Regarding the PR, there are three approaches we can have:

  1. Extract everything during setup (the current approach)
  2. Extract objects on demand (the one you implemented)
  3. IIRC @marcosps, @fgyanz and I were leaning toward implementing an approach where modules are not extracted on the disk at all, but rather extracted in memory only when needed. This would allow to save even more space on disk.

If we were to go with option 2, I'd vote to not extract any module during setup, given that we would extract them on demand when needed. This approach should save more space on the disk with respect to option 1.
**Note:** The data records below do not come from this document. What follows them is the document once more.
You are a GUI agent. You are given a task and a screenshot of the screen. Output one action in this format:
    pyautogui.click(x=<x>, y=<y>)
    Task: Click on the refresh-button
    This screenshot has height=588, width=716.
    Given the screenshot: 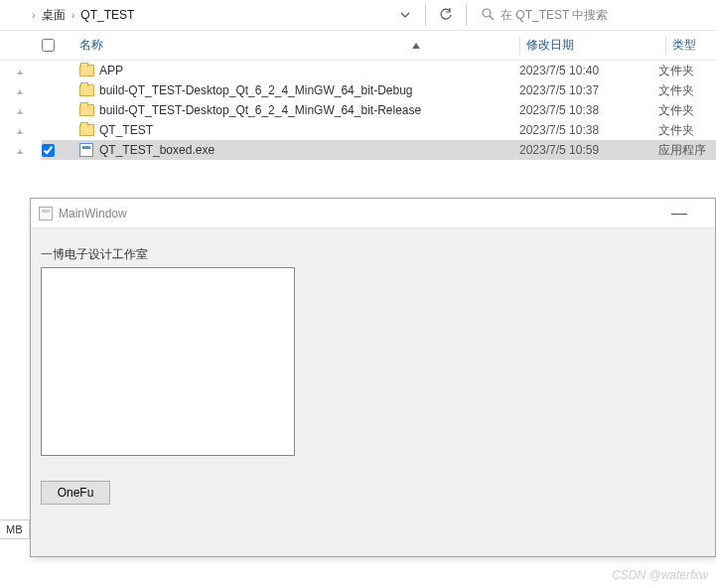 What is the action you would take?
    pyautogui.click(x=446, y=15)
@marcosps, @fgyanz , what do you think?

@marcosps
Copy link
Copy Markdown
Collaborator

In the past, when we still supported clang-extract as well, we used to extract them modules in memory, take a look into 804b101. This would be the perfect world, with clang-extract also supporting it.
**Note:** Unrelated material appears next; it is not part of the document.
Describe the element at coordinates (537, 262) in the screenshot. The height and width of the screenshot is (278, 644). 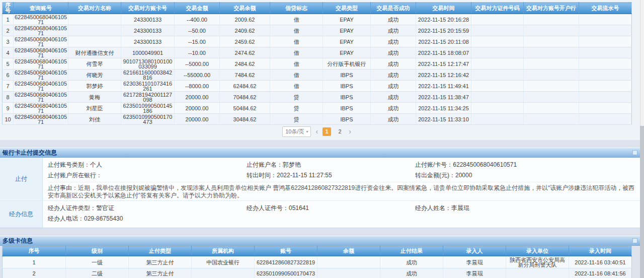
I see `table-cell: 陕西省西安市公安局高新分局刑警大队` at that location.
In this way, we could dream of using klp-build even on future upstream kernels, and enable people to extract code in their running systems. Given that we stopped supporting clang-extract, and that klp-ccp is basically in maintenance mode + some efforts, I dropped the code since it wasn't used anymore.
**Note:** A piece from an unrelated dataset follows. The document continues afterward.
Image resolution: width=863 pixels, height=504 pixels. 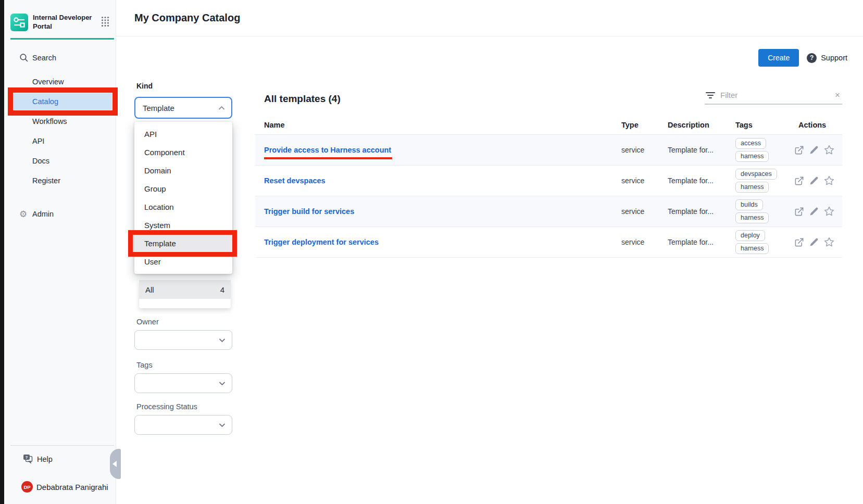 I want to click on kind-select-value: Template, so click(x=158, y=108).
@ldzhong a good approach would be make klp-ccp to also extract the modules in memory, using the same approach than clang-extract, so we don't need to extract anymore on disk anymore.

Otherwise, everything is like @vmezzela said: we are doing this on setup phase, and whenever a module is not extracted was an interrupted process or a bug somewhere, but lately we only see issues regarding a previously interrupted setup.

@fgyanz
Copy link
Copy Markdown
Collaborator

fgyanz commented Mar 16, 2026

As I see it, the simplest solution would be to improve data --download to do an integrity check as the first step before downloading anything. Any uncompressed file should probably be deleted, because otherwise we cannot guarantee that the file is not corrupted (aka interrupted previous download).

The ideal solution should be the 2. or 3., as @vmezzela noted :)

@marcosps
Copy link
Copy Markdown
Collaborator

@ldzhong I would like to check if you would like to reimplement 804b101 on top of the current devel branch. I talked with @vmezzela and @fgyanz and we could also make klp-ccp to extract the modules in memory, instead of doing it manually when downloading new codestreams.

We could, for now, hide the new in memory extraction behind an env var, until we have it implemented on klp-ccp. What do you think?

Sign up for free to join this conversation on GitHub. Already have an account? Sign in to comment

Labels

None yet

Projects

None yet

Development

Successfully merging this pull request may close these issues.